A limitation of this protocol is its reliance on the Esri StreetMap Premium annual license. The license can incur additional study costs if the product is not readily available at the institution or if geocoding activities span more than one year. Researchers choosing to include crime risk data in the neighborhood risk indices could also incur costs if additional Business Analyst credits (i.e., the currency used by ArcGIS) need to be purchased to facilitate the download of large amounts of data. However, the number of credits consumed by downloading data from Business Analyst for this protocol is quite small (e.g., 10 credits needed for a single download compared to the 6,000–10,000 credits included with an annual license [59]). Affiliates of any institution that licenses Esri software should have access to all data (including census-tract level crime risk data) within ArcGIS Business Analyst Online for no additional fee. Another limitation is that patient address information is derived from medical records rather than direct self-report. Thus, the percentage of records that can be matched to census tract boundaries will be predetermined by the data available in patients’ medical records. This protocol is also limited to measuring the physical neighborhood environment using objective data from the US census and other sources (e.g., Business Analyst), even though self-report can more accurately characterize neighborhood exposures in some instances [60, 61]. Also, while the anonymization of census tracts serves to safeguard PHI, it prohibits patients’ locations from being mapped or visually displayed. For studies aiming to map patients’ census tract locations or perform spatial analyses of disease dynamics, other methods may be more appropriate [6264]. Finally, while this protocol has been successfully implemented by research personnel with minimal or no prior GIS experience [30, 65], other project teams may wish to identify a GIS expert prior to study start who is available to answer protocol implementation questions if or when they arise.

Conclusions

This step-by-step geocoding and data linkage protocol addresses some of the common challenges of working with PHI and offers an adaptable resource to help assess neighborhood-level health impacts during multisite studies. Such resources can support population health research and multilevel interventions that aim to mitigate adverse neighborhood effects on health.

Supporting information

S1 File. Geocoding and data linkages protocol for protected health information (v2021).
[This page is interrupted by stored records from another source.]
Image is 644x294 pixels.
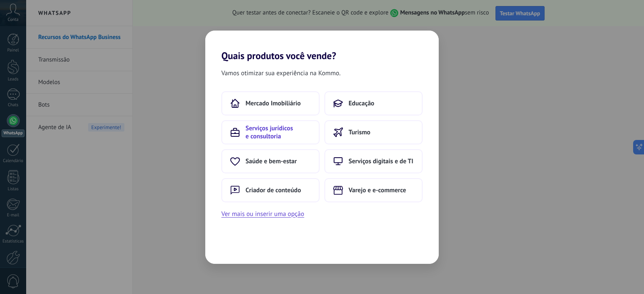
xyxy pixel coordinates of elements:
button: Ver mais ou inserir uma opção [222,209,304,219]
button: Serviços digitais e de TI [324,149,423,173]
span: Mercado Imobiliário [246,99,301,107]
span: Educação [349,99,375,107]
button: Varejo e e-commerce [324,178,423,202]
button: Mercado Imobiliário [222,91,320,115]
span: Turismo [349,128,370,136]
span: Varejo e e-commerce [349,186,406,194]
button: Educação [324,91,423,115]
h2: Quais produtos você vende? [205,30,439,62]
span: Serviços digitais e de TI [349,157,413,165]
button: Turismo [324,120,423,144]
button: Serviços jurídicos e consultoria [222,120,320,144]
button: Saúde e bem-estar [222,149,320,173]
span: Saúde e bem-estar [246,157,297,165]
button: Criador de conteúdo [222,178,320,202]
span: Criador de conteúdo [246,186,301,194]
span: Vamos otimizar sua experiência na Kommo. [222,68,340,79]
span: Serviços jurídicos e consultoria [246,124,311,140]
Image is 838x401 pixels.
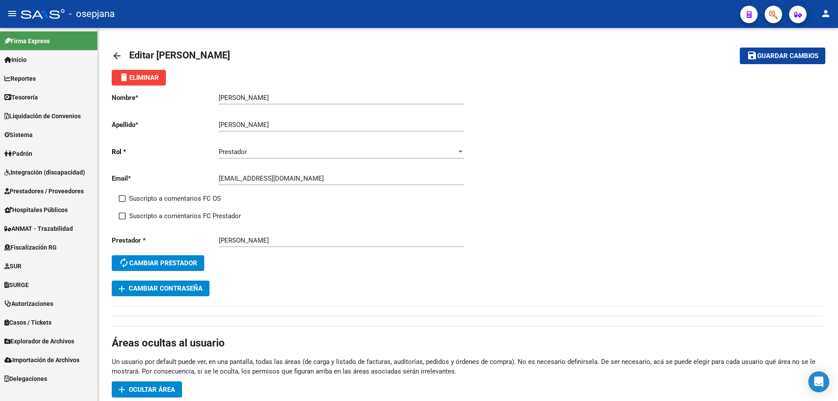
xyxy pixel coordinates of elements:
[4,168,85,177] span: Integración (discapacidad)
[809,372,829,392] div: Open Intercom Messenger
[757,52,819,60] span: Guardar cambios
[4,374,47,384] span: Delegaciones
[119,74,159,82] span: Eliminar
[4,111,81,121] span: Liquidación de Convenios
[112,382,182,398] button: Ocultar área
[821,8,831,19] mat-icon: person
[219,148,247,156] span: Prestador
[119,258,129,268] mat-icon: autorenew
[119,72,129,83] mat-icon: delete
[112,255,204,271] button: Cambiar prestador
[4,74,36,83] span: Reportes
[747,50,757,61] mat-icon: save
[4,355,79,365] span: Importación de Archivos
[117,284,127,294] mat-icon: add
[4,337,74,346] span: Explorador de Archivos
[4,149,32,158] span: Padrón
[4,299,53,309] span: Autorizaciones
[129,386,175,394] span: Ocultar área
[4,36,50,46] span: Firma Express
[4,55,27,65] span: Inicio
[129,193,221,204] span: Suscripto a comentarios FC OS
[112,174,219,183] p: Email
[4,318,52,327] span: Casos / Tickets
[4,280,29,290] span: SURGE
[119,285,203,293] span: Cambiar Contraseña
[112,70,166,86] button: Eliminar
[4,205,68,215] span: Hospitales Públicos
[112,147,219,157] p: Rol *
[740,48,826,64] button: Guardar cambios
[112,281,210,296] button: Cambiar Contraseña
[117,385,127,395] mat-icon: add
[129,50,230,61] span: Editar [PERSON_NAME]
[112,120,219,130] p: Apellido
[119,259,197,267] span: Cambiar prestador
[112,357,824,376] p: Un usuario por default puede ver, en una pantalla, todas las áreas (de carga y listado de factura...
[112,51,122,61] mat-icon: arrow_back
[129,211,241,221] span: Suscripto a comentarios FC Prestador
[112,336,824,350] h1: Áreas ocultas al usuario
[4,130,33,140] span: Sistema
[4,262,21,271] span: SUR
[4,243,57,252] span: Fiscalización RG
[4,224,73,234] span: ANMAT - Trazabilidad
[112,93,219,103] p: Nombre
[4,186,84,196] span: Prestadores / Proveedores
[69,4,115,24] span: - osepjana
[4,93,38,102] span: Tesorería
[112,236,219,245] p: Prestador *
[7,8,17,19] mat-icon: menu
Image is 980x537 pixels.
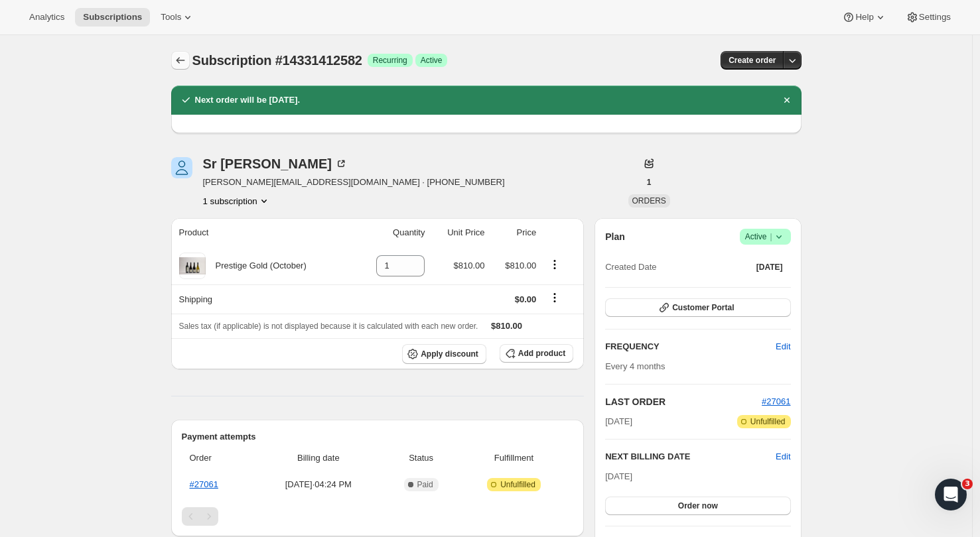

https://doi.org/10.1371/journal.pone.0278672.s001

(PDF)

S2 File. Macro-enabled excel file.

Macro-enabled Excel file that can be used to (1) Link census tracts containing patient geocoded addresses to indicators of neighborhood crime and socioeconomic disadvantage using the census tract geoidentifier, and (2) Assign randomly generated identification numbers to census tracts and strip them of geoidentifiers to maintain patient confidentiality.

https://doi.org/10.1371/journal.pone.0278672.s002

(XLSM)

S3 File. Instructions for neighborhood disadvantage index construction.

https://doi.org/10.1371/journal.pone.0278672.s003

(PDF)

Acknowledgments

The authors gratefully acknowledge Bernadette Johnson and Sarah Dougherty-Sheff for their involvement in testing this protocol during its development and implementing this protocol during prior research. We also thank Sean McMahon for his excellent research assistance.